By downwards absoluteness of stationarity and continuity of the embedding $j_{n,\omega }$ , $j_{n,\omega }(T_n^{\prime \prime })$ is stationary at $j_{n,\omega }(\delta )$ in $M_{\omega }[G_\omega ][\mathcal {H}][K_n]$ and thus S reflects at $j_{n,\omega }(\delta )$ in this model.

To summarize, if there is n such that $T_n$ is stationary, then S reflects in $M_\omega [G_\omega ][\mathcal {H}][\mathcal {K}]$ .

Otherwise, for all n, $T_n$ is non-stationary. In this case, for each n there is a club name for a club $\dot {C}_n$ disjoint from $T_n$ and we would like to push them (or subclubs of them) to $M_{\omega }[G_\omega ][\mathcal {H}][\mathcal {K}]$ .

For every n, the forcing introducing $K_n$ is $j_n(\kappa )$ -cc, and therefore, for every club $C_n \in M_n[G_n][\mathcal {H}_n][K_n]$ there is a subclub $C^{\prime }_n \in M_n[G_n][\mathcal {H}_n]$ . We are now in exactly the same situation of the proof of Theorem 1.4: we obtain for each n a stable name $\dot {E}_n$ which is forced to be a subclub of $C^{\prime }_n$ and thus there is in $M_{\omega }[G_\omega ][\mathcal {H}]$ a subclub of the set $\bigcap j_{n,\omega }(\dot {E}_n)$ which is forced to be disjoint from S.
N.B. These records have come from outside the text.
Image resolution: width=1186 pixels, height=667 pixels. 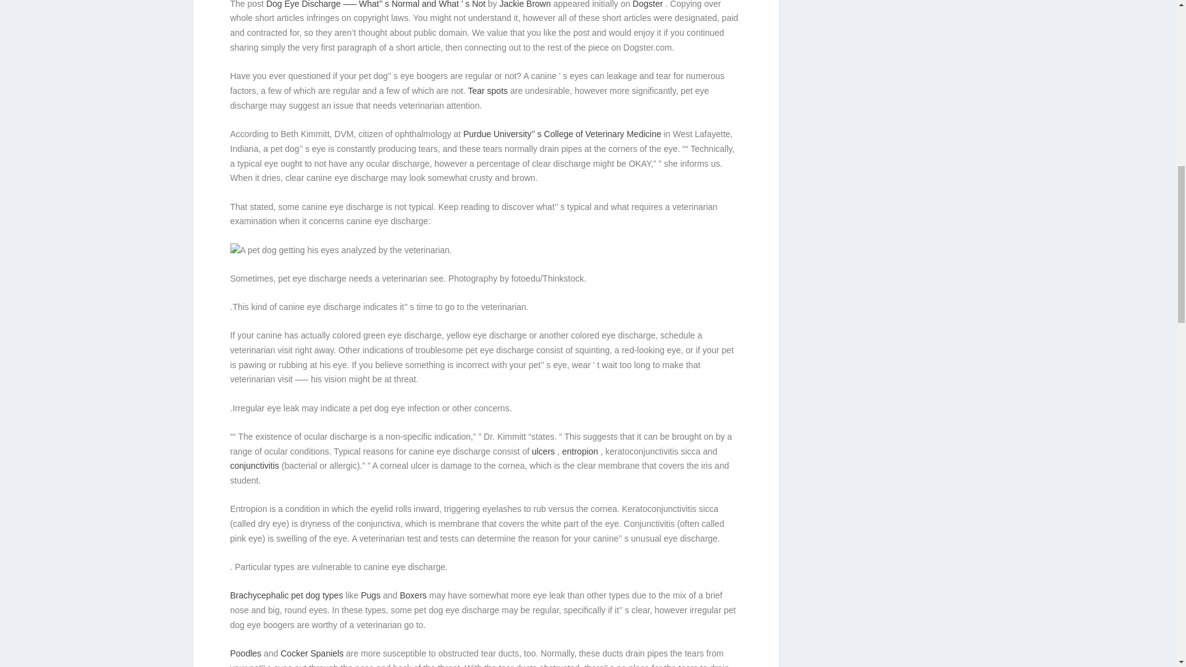 I want to click on Brachycephalic pet dog types, so click(x=287, y=595).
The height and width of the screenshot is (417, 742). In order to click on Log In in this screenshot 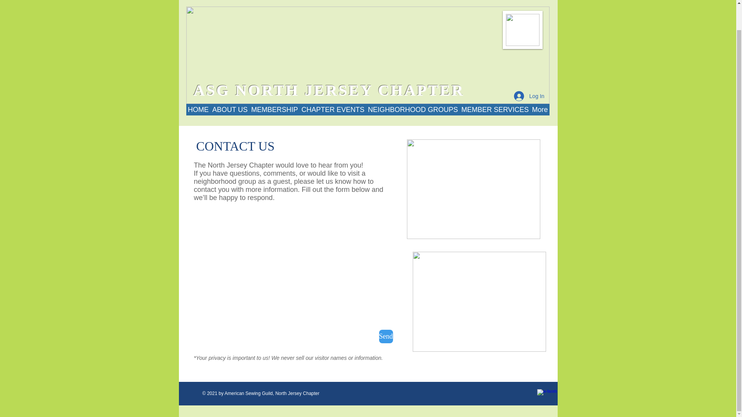, I will do `click(528, 96)`.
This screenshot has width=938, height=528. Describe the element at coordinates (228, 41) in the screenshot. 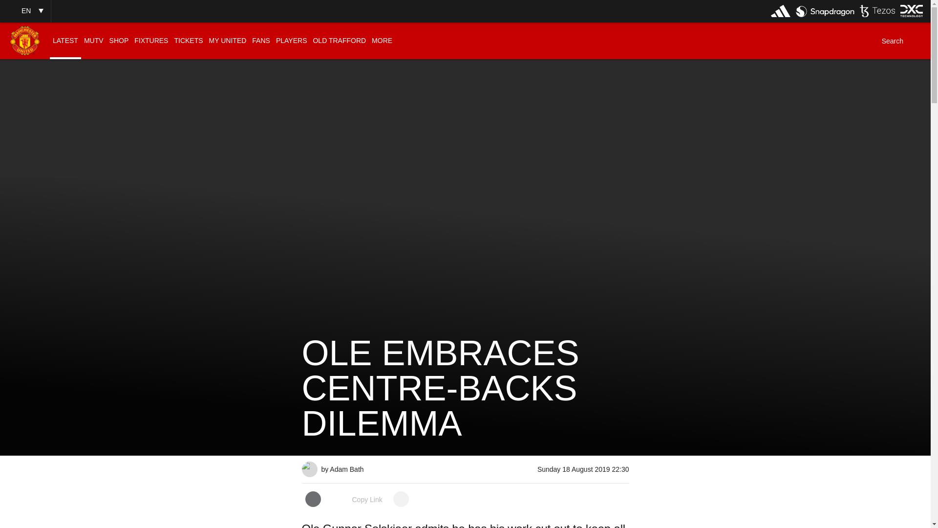

I see `MY UNITED` at that location.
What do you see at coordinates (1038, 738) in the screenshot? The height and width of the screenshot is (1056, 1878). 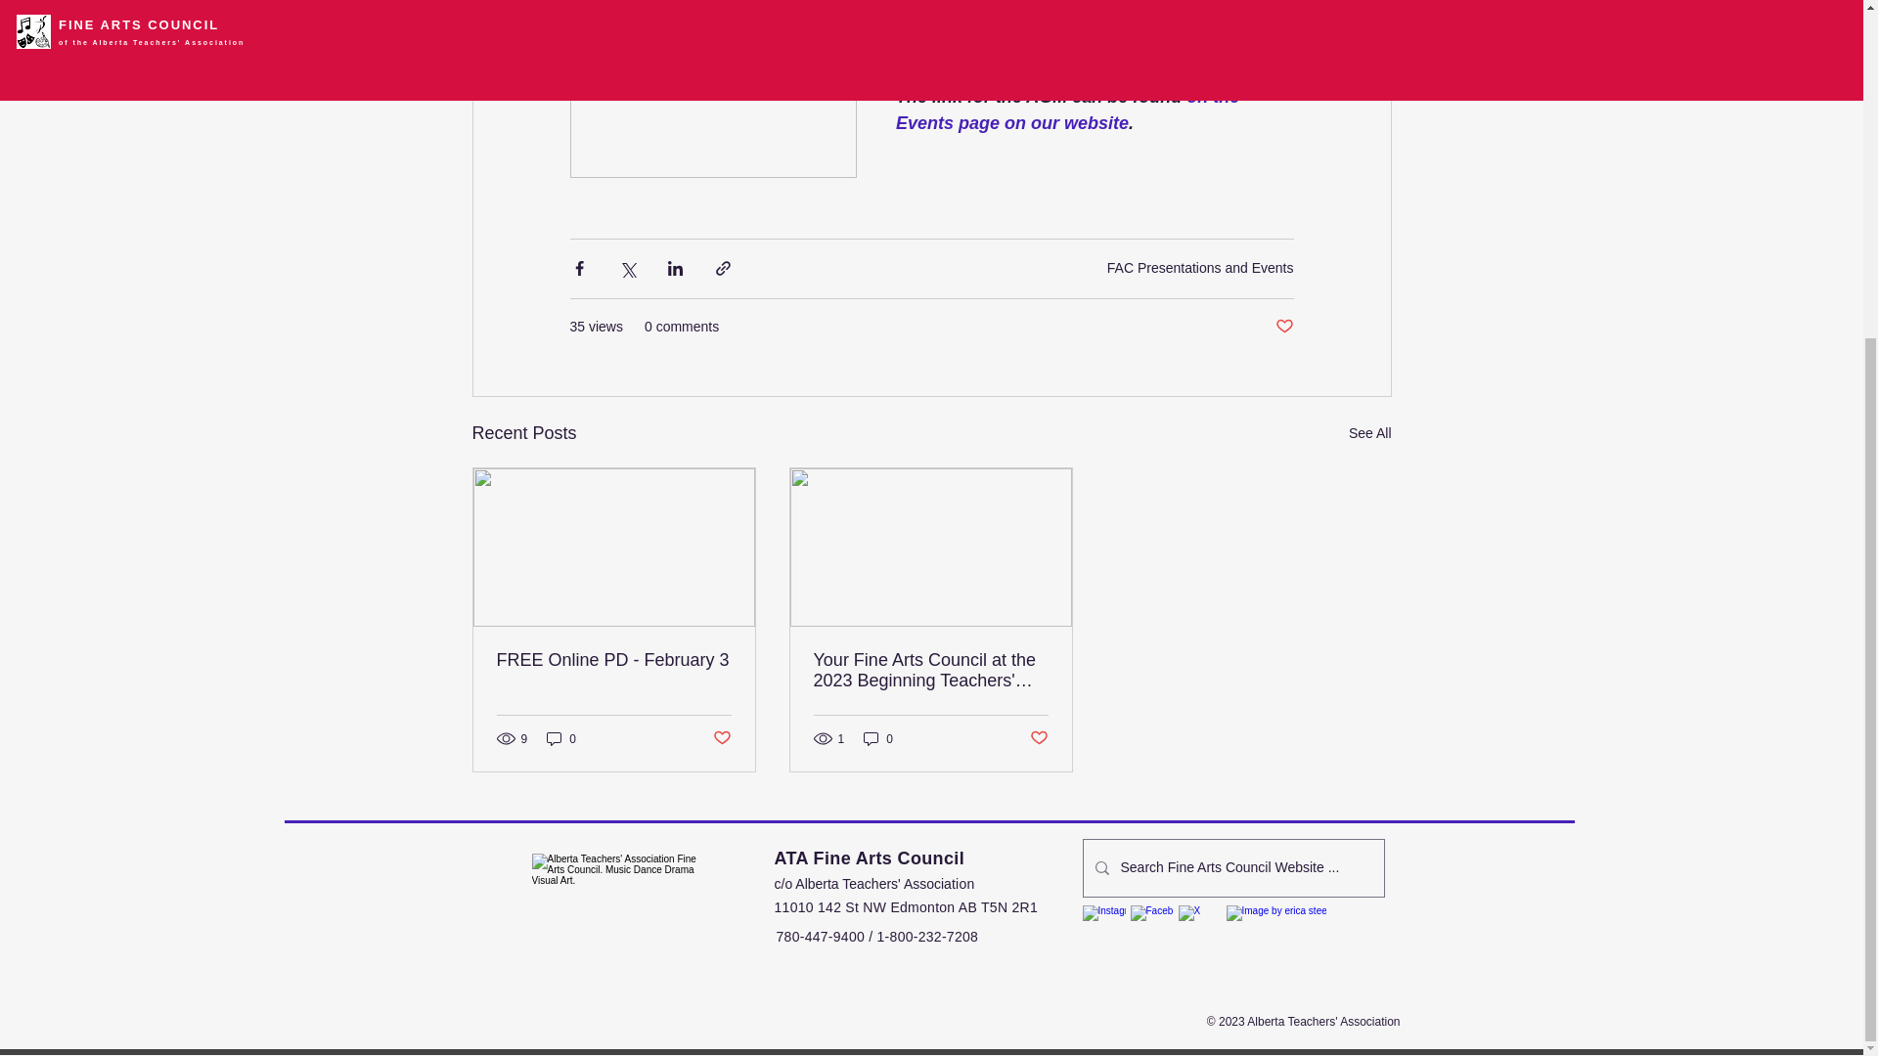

Remark 6.23. The same method can be used to obtain arbitrary finite gap in the failure of $\operatorname {\mathrm {SCH}}$ .

Funding

The first author was partially supported by the Israel Science Foundation Grant 1832/19. The second author was partially supported by the FWF Lise Meitner Grant 2650-N35 and the Israel Science Foundation Grant 1967/21. The third author was partially supported by the NSF grant DMS-1700425 and an NSERC Discovery grant.

Footnotes

1 After proving this theorem, Gitik also gave an alternative proof for the same result (see [Reference Gitik10]).

2 This theorem did not appear in the original version of this paper.

3 This gives a clean way to distinguish between Cohen functions associated with members of $s^p$ and those which are not.

4 This is true by [Reference Cummings2, Proposition 15.1], since the width of the embedding is smaller than its distributivity.

5 Indeed, for every set $a \in N^F$ of cardinality $\leq \iota _k(\kappa _{\beta _k})$ , we modify the generic at most at $\kappa _{\beta _k}$ many coordinates.